Coronavirus US sport shutdown will cost $12 billion: report
New York: The $100 billion US sports landscape will lose $12 billion in revenue due to the coronavirus shutdown, ESPN reported Friday, with deeper cuts if NFL and college gridiron games are wiped out.
Analysis of the magnitude of business losses includes superstar salaries to pay for stadium workers but it might be a conservative estimate because it does not include outdoor recreational sport, gambling or such individual sports as golf, tennis and NASCAR, the most popular form of US auto racing.
Patrick Rishe, sports business program director at Washington University in St. Louis, estimated the impact of the shutdown on major US pro and college sports leagues as well as youth sport for ESPN, which also had labor market analysis firm Emsi make sport-related job estimates.

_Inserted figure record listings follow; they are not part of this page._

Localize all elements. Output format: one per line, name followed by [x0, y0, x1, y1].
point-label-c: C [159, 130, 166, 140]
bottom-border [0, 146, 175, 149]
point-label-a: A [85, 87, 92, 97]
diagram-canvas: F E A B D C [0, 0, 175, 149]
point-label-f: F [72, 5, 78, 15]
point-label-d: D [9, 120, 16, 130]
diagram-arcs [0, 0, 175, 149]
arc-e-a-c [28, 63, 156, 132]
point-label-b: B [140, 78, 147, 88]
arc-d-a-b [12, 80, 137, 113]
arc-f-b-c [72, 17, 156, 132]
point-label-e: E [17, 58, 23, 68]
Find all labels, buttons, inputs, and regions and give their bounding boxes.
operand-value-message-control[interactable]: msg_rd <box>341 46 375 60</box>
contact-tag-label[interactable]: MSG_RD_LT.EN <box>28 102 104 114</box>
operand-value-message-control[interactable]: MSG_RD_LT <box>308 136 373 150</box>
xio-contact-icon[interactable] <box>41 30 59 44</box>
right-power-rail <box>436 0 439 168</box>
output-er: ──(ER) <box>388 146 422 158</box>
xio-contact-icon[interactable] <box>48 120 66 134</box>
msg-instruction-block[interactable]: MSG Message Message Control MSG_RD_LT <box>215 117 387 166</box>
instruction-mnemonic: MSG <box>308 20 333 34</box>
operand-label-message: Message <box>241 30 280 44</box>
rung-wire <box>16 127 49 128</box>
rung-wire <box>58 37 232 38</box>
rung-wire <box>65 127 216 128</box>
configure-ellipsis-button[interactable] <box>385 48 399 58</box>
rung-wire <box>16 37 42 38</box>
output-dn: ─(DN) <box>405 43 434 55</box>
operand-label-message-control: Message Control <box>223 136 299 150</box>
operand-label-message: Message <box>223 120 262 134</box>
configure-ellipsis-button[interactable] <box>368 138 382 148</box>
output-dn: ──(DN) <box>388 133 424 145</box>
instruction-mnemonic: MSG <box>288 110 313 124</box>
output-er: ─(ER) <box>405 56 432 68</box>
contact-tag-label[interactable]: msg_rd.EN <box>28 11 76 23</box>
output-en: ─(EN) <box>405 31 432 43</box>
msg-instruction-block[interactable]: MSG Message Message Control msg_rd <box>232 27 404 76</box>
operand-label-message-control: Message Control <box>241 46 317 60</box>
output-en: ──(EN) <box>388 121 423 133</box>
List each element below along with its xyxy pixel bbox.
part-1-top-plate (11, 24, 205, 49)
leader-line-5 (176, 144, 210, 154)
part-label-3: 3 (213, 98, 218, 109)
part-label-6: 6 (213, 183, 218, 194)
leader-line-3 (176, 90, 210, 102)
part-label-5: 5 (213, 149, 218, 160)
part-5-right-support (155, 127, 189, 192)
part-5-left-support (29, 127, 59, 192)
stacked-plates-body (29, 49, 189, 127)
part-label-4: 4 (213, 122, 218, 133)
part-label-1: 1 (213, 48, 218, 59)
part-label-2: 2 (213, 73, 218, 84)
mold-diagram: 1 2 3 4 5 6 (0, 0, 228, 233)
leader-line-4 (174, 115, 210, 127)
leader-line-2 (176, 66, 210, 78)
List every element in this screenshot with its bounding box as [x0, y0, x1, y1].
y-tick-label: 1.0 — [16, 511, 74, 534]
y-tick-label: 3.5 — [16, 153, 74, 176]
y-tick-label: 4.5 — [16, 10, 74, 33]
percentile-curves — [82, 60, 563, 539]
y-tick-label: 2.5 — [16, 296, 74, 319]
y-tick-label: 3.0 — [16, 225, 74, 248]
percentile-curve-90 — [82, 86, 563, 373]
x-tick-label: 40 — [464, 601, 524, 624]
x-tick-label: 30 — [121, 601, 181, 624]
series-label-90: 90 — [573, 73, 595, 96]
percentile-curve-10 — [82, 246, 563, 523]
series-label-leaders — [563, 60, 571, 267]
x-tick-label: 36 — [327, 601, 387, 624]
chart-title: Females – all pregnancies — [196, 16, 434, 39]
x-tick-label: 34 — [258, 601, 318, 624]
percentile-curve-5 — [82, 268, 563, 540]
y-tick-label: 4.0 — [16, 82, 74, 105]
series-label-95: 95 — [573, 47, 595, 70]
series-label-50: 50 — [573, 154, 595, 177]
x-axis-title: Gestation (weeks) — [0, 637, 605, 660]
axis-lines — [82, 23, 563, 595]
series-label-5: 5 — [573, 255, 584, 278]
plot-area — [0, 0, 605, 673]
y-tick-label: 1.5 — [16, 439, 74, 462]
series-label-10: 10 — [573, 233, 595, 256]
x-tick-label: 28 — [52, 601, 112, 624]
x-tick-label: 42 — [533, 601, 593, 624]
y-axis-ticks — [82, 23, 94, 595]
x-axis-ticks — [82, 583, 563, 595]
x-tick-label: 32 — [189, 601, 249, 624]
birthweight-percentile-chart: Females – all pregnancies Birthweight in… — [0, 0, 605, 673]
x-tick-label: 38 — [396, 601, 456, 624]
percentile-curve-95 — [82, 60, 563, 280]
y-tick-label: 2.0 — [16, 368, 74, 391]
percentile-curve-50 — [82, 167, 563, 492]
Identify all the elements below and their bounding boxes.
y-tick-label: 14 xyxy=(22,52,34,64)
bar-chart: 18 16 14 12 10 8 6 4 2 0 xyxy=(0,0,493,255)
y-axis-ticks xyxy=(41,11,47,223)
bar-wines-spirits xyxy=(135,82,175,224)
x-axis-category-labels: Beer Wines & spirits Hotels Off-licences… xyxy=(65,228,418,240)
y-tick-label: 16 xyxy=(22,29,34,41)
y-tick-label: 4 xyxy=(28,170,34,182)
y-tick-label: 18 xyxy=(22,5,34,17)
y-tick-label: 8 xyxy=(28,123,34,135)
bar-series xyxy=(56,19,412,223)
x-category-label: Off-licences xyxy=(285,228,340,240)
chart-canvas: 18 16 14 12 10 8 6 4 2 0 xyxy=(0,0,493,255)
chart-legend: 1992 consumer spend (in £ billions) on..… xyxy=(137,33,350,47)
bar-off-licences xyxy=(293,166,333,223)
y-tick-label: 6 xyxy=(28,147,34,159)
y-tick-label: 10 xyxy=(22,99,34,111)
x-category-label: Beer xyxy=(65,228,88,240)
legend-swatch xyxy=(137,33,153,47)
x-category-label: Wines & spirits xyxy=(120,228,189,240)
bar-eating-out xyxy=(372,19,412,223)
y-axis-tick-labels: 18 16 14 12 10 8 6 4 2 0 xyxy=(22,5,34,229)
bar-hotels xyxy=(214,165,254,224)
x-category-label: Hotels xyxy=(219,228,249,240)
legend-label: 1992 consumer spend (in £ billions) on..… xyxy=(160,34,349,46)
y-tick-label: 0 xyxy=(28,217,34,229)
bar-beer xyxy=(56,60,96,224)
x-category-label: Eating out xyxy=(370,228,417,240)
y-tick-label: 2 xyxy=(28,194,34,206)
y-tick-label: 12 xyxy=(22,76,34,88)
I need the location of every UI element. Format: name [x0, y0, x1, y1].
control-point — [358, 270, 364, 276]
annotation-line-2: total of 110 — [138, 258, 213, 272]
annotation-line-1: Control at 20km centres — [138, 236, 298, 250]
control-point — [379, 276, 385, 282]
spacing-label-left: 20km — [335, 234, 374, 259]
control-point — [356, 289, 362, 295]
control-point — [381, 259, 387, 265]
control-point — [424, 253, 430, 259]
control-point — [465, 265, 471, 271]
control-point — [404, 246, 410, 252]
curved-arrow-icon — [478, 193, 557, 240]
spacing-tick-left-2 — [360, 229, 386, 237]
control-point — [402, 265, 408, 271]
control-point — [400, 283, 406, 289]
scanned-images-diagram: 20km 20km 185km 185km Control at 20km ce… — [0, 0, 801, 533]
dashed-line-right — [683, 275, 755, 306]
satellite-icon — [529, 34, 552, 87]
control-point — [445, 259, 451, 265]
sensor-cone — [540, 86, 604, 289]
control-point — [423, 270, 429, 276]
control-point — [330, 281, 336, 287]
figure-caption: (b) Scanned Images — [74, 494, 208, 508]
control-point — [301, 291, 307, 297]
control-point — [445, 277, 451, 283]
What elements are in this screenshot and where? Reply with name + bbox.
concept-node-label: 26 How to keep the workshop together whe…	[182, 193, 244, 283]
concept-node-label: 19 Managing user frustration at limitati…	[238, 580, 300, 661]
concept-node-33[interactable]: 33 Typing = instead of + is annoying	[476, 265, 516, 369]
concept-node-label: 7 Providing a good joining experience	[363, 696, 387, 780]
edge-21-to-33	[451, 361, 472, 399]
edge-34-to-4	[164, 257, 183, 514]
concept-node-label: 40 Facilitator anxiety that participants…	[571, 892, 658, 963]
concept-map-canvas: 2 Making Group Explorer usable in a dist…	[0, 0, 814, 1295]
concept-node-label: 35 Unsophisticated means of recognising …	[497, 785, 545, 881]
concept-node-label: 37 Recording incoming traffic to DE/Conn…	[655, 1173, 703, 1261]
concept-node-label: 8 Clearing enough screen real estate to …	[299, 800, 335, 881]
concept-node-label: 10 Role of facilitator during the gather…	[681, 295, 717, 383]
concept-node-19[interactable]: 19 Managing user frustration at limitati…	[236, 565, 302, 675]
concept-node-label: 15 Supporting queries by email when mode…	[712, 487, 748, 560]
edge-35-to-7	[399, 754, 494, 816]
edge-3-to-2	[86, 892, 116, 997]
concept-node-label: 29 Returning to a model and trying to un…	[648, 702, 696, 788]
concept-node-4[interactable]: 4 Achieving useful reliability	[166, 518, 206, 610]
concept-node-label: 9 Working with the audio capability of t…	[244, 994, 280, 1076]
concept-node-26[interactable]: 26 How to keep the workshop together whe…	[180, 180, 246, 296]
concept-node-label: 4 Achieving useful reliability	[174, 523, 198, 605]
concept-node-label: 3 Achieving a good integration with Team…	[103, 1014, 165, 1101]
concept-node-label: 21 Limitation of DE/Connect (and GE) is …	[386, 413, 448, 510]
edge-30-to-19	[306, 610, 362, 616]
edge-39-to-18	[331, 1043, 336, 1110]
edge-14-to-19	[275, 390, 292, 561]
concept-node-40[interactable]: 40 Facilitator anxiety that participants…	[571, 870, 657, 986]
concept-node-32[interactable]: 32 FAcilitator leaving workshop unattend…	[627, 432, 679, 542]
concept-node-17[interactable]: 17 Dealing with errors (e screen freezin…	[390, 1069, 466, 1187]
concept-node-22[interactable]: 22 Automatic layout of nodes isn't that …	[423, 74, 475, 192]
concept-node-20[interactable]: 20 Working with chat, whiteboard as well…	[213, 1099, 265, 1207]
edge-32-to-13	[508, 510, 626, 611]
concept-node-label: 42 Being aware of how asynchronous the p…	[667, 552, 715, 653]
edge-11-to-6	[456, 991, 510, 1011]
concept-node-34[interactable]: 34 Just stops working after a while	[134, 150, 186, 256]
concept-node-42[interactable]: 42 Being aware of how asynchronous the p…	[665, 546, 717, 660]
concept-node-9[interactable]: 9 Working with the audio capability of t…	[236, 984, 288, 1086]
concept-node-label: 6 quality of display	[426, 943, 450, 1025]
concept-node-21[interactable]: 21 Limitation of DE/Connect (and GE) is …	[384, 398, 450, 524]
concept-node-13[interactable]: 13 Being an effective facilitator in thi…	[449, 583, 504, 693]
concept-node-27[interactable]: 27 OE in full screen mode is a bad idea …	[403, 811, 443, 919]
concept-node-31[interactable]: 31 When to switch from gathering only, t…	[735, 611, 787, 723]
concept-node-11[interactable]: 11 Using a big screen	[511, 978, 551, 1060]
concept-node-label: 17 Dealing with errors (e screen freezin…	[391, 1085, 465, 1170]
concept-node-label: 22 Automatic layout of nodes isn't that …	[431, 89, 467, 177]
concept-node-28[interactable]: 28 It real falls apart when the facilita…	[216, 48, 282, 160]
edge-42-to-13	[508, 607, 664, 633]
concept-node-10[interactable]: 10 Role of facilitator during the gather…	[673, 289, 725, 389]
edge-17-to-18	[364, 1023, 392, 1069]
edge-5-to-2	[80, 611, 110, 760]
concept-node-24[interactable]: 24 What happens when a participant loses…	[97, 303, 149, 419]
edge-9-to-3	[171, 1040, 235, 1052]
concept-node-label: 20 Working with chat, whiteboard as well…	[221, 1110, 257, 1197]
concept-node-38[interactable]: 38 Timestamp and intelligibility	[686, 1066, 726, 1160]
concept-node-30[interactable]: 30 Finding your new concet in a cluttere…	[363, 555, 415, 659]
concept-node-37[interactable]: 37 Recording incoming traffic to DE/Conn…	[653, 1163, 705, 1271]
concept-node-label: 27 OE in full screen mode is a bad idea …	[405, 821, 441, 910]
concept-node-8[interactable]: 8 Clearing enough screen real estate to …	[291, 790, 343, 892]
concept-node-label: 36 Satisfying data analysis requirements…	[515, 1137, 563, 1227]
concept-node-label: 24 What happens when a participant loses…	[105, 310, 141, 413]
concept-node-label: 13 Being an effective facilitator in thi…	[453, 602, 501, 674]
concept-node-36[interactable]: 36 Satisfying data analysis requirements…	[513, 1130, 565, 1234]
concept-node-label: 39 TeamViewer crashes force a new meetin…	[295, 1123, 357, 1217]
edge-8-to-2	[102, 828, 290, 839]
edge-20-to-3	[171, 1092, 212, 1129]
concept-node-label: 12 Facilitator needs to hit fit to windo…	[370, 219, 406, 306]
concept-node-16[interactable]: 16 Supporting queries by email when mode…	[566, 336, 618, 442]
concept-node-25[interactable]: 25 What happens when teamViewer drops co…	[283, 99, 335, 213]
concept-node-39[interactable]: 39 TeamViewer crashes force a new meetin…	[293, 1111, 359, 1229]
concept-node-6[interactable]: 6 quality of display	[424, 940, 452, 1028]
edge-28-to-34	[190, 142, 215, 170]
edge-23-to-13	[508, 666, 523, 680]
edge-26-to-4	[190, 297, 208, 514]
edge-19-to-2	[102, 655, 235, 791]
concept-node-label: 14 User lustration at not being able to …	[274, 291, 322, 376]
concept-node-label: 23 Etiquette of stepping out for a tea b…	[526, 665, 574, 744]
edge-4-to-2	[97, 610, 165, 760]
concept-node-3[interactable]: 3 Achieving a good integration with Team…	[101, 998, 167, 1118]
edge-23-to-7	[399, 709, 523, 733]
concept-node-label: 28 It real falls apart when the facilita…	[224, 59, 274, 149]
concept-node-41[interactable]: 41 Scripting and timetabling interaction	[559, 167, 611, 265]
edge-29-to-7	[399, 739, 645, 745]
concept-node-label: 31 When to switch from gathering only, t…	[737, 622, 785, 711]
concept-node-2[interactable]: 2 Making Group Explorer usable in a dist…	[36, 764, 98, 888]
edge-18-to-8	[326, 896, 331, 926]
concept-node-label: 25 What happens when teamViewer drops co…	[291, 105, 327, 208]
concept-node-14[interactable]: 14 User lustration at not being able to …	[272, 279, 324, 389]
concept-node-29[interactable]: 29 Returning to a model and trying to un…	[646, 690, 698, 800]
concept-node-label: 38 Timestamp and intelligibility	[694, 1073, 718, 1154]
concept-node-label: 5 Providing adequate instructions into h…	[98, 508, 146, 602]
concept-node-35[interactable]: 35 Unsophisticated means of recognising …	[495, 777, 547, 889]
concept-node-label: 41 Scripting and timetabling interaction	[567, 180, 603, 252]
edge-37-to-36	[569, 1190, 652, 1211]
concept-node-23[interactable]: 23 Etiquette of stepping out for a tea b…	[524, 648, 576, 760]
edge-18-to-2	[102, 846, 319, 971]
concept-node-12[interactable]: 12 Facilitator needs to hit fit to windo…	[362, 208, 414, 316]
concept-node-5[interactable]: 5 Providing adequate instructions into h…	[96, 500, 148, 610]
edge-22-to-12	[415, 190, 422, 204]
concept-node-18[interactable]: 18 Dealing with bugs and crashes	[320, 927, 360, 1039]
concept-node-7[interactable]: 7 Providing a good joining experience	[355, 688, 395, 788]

Rishe estimated US pro sports would lose $5.5 billion from the shutdown while college sports would lose $3.9 billion and youth sport tourism would fall by $2.4 billion.
And those figures assume Major League Baseball and Major League Soccer can finish half of their scheduled seasons with spectators while the NBA and the National Hockey League cancel the unfinished part of their regular seasons and stage playoff games without spectators with youth sports resuming in July.
None of that is assured given the stay-at-home orders remaining in place over most of the nation as a result of the deadly virus that has killed more than 63,000 people in the United States and infected more than one million.
"As an economist, you stand back, you look at the carnage that's taking place - dumbfounded, awestruck, mind-numbing. All of those phrases, they're all relevant becaus we just have never seen anything on this scale," Rishe told ESPN.
Figures include $3.25 billion that would have been spent by spectators on pro sports plus $371 million of income for stadium and arena workers and $2.2 billion in US television rights fees.
An NFL wipe out would cost more than $11.5 billion in television revenue while 65 major collegiate American football programs receive about $4 billion in TV money, about half the income that finances all athletic department budgets.
There are three million jobs nationwide that depend upon sports, from ushers and guards to scouts and trainers, according to the report.
Rishe said that should MLB play without spectators for half a season for its 162-games-a-team schedule, over $2 billion more in game-day fan spending would be lost.